Besides being thus garrulous and open, he was the most helpful man I
ever met, acting as a nurse to the three or four restless children in
the car, and even producing from his bag a pair of scissors and a bottle
of gum with which to make dolls' paper clothes. Never in my life have I
called a stranger "Ed" on such short acquaintance; never have I been
called "Poppa" so often by the peevish progeny of others.
It was on this train that I began to realise how much thirstier the
Americans are than we. The passengers were continually filling and
emptying the little cups that are stacked beside the fountains in the
corridors, and long before we reached Chicago the cups had all been
used. In England only children drink water at odd times and they not to
excess. But in America every one drinks water, and the water is there
for drinking, pure and cold and plentiful. It is beside the bed, in the
corners of offices, awaiting you at meals, jingling down the passages of
hotels, bubbling in the streets. In English restaurants, water bottles
are rarely supplied until asked for; in our hotel bedrooms they seldom
bear lifting to the light. As to whether the general health of the
Americans is superior or inferior to ours by reason of this water-
drinking custom, I have no information; but figures would be
interesting.
CHICAGO
In Chicago the weather was wet and cold, and it was not until after I
had left that I learned of the presence there of certain literary
collections which I may now perhaps never see.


What this task involves: In the records below, find every line with the word "Items" and copy it.

Input section start

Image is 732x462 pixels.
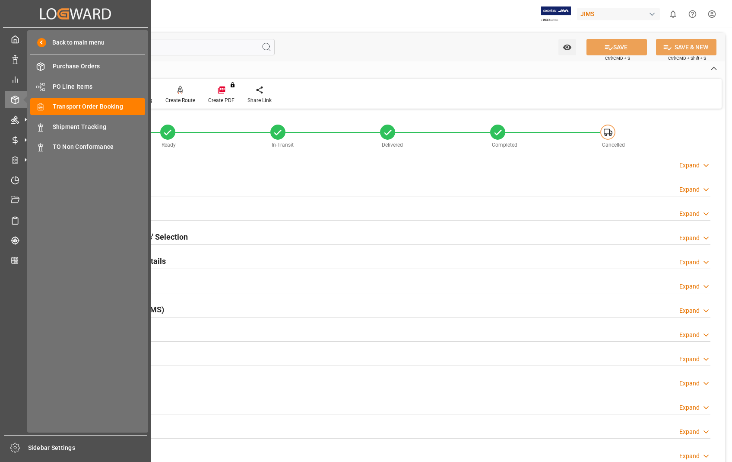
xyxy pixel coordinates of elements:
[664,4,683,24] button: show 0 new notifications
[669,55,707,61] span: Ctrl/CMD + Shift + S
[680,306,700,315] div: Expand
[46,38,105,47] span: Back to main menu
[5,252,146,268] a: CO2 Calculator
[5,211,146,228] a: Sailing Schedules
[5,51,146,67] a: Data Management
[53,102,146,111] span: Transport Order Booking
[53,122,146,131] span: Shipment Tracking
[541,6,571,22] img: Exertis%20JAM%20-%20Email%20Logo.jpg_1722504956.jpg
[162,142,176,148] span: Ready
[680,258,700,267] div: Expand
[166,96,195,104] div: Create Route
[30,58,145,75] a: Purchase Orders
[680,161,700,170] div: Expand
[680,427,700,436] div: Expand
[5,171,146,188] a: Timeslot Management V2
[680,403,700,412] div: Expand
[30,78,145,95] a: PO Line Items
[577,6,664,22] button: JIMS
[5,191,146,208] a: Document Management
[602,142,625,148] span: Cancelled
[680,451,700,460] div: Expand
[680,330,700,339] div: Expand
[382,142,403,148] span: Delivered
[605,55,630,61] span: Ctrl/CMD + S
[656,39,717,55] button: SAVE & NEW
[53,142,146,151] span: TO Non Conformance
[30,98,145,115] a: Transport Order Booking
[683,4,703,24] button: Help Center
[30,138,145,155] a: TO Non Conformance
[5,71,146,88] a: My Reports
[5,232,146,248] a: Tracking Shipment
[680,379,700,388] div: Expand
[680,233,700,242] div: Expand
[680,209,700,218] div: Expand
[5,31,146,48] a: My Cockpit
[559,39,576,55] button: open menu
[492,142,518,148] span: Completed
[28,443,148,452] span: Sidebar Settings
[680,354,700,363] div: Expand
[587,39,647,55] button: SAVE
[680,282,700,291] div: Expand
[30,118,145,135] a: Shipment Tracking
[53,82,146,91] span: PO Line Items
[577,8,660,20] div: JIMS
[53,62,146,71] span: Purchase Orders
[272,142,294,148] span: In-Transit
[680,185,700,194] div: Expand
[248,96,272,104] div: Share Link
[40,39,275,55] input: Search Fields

Input section end

Response below:
[30,78,145,95] a: PO Line Items
[53,82,146,91] span: PO Line Items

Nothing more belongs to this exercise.